The Central Bank Of Iran

The Central Bank of Iran, or Bank Markazi, is the keeper of the Islamic republic's economy, overseeing monetary policy, foreign exchange, and the domestic banking system.

Founded in 1960, it is state-run and ultimately answerable to the country's politicians.

According to the bank's website, the institution also functions as "banker to the government" by holding national accounts and funding state entities.

And as the economy of Iran largely runs on its major export, oil, so too does its Central Bank.

Oil profits account for some 70 percent of government revenues, even as international sanctions against Tehran, put in place due to its rogue nuclear program, have dented foreign investment in its state-owned oil fields.

According to David Cohen, the U.S. Treasury's undersecretary for terrorism and financial intelligence, those sanctions are creating a projected loss of $14 billion a year in oil revenues for the Islamic republic through 2016.

Testifying last week before lawmakers, Cohen said Iranian oil was mainly being sold today to Spain, Turkey, Japan, South Korea, China, and India.

The payments, usually made in U.S. dollars, are processed through the Central Bank.

That's where sanctions come in.

Attacking Iran's Oil Exports

If the Obama administration heeds lawmakers' calls to sanction the bank -- now coming loud and clear after the alleged Iranian plot to kill the Saudi ambassador to Washington -- international companies would essentially have to choose between doing business with Washington or doing business with Tehran.

That is, paying the Central Bank for oil purchases would mean facing prohibitively high penalties in any transaction with U.S. entities.

If countries try to get around using Iran's Central Bank when paying for oil, Iran would have to resort to highly irregular means to get the money it's owed.

"When Iran sells its oil, it [would have to] either take cash in suitcases, which is not practical, or it's got to enter into barter deals with countries, which also would affect it," explains Hossein Askari, the Iran professor of international business and international affairs at George Washington University in the U.S. capital.

Bartering, Askari explains, means Iran would not receive any monetary payment for its oil, but rather, would have the amount it's owed deducted from the imports it buys.

Some reports say Iran is already employing the technique.

'Radioactive, Dangerous, And Empty'

Targeting the Central Bank of Iran would have an impact beyond state oil revenues as well.

Due to international sanctions already in place that target the country's financial sector, the foreign accounts of many Iranian commercial banks have been closed, forcing the Central Bank to step in.

"The accounts of most -- or all, actually -- Iranian commercial banks abroad have been closed," Askari says, preventing them from accepting payments. What this means is that the Central Bank has basically begun "doing what commercial banks would be doing. It has actually stepped into the breach."

Crippling the Central Bank, then, would leave Iran scrambling to find a way to accept payments for just about everything.

The argument that the United States would use in sanctioning the Central Bank -- and the argument it would use to try to convince allies to do the same -- is that in financing the Iranian state, it finances both nuclear activity and, in the case of the recent plot, terrorism.

The U.S. Treasury has also expressed concern in the past that the Central Bank and others have requested their names to be removed from international transactions in order to make it more difficult to track their involvement in financing international terrorism and other illegal activities.

A number of U.S. officials say that specifically, the Central Bank assists the Quds Force, an elite unit of Iran's powerful Revolutionary Guard, in funneling money to Hizballah and Hamas.

It remains to be seen if Washington will indeed move to enact the sanctions. Doing so would potentially endanger the fragile global economy and drive up the price of oil.

However, if the goal is to turn Iran's banking sector into, as U.S. Congressman Gary Ackerman (Democrat-New York) recently put it, "the financial equivalent of Chornobyl -- radioactive, dangerous, and most of all, empty," then targeting the Central Bank is a potent option.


Your goal
Return each line of the data below verbatim; pictures are to be left out.
◆ ◆ ◆
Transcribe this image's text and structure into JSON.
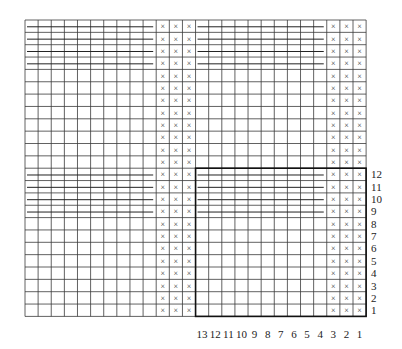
{
  "diagram": {
    "type": "knitting-chart",
    "grid": {
      "columns": 26,
      "rows": 24
    },
    "stitch_symbol": "×",
    "stitch_columns_from_left": [
      11,
      12,
      13,
      24,
      25,
      26
    ],
    "strand_rows_from_top": [
      1,
      2,
      3,
      4
    ],
    "strand_rows_lower_numbered": [
      9,
      10,
      11,
      12
    ],
    "highlight_box": {
      "columns_label_range": [
        1,
        13
      ],
      "rows_label_range": [
        1,
        12
      ]
    },
    "column_labels": [
      "13",
      "12",
      "11",
      "10",
      "9",
      "8",
      "7",
      "6",
      "5",
      "4",
      "3",
      "2",
      "1"
    ],
    "row_labels": [
      "1",
      "2",
      "3",
      "4",
      "5",
      "6",
      "7",
      "8",
      "9",
      "10",
      "11",
      "12"
    ],
    "colors": {
      "grid": "#3a3a3a",
      "stitch": "#333333",
      "background": "#ffffff"
    }
  }
}
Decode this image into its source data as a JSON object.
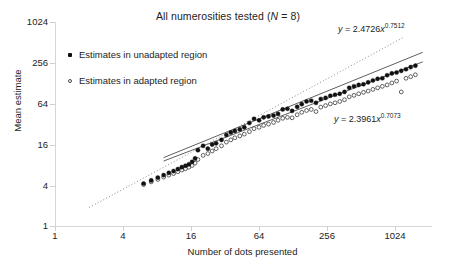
◆ ◆ ◆
Solved exercise
Transcribe this image's text and structure into JSON.
{
  "diagram": {
    "type": "knitting-chart",
    "grid": {
      "columns": 26,
      "rows": 24
    },
    "stitch_symbol": "×",
    "stitch_columns_from_left": [
      11,
      12,
      13,
      24,
      25,
      26
    ],
    "strand_rows_from_top": [
      1,
      2,
      3,
      4
    ],
    "strand_rows_lower_numbered": [
      9,
      10,
      11,
      12
    ],
    "highlight_box": {
      "columns_label_range": [
        1,
        13
      ],
      "rows_label_range": [
        1,
        12
      ]
    },
    "column_labels": [
      "13",
      "12",
      "11",
      "10",
      "9",
      "8",
      "7",
      "6",
      "5",
      "4",
      "3",
      "2",
      "1"
    ],
    "row_labels": [
      "1",
      "2",
      "3",
      "4",
      "5",
      "6",
      "7",
      "8",
      "9",
      "10",
      "11",
      "12"
    ],
    "colors": {
      "grid": "#3a3a3a",
      "stitch": "#333333",
      "background": "#ffffff"
    }
  }
}
Decode this image into its source data as a JSON object.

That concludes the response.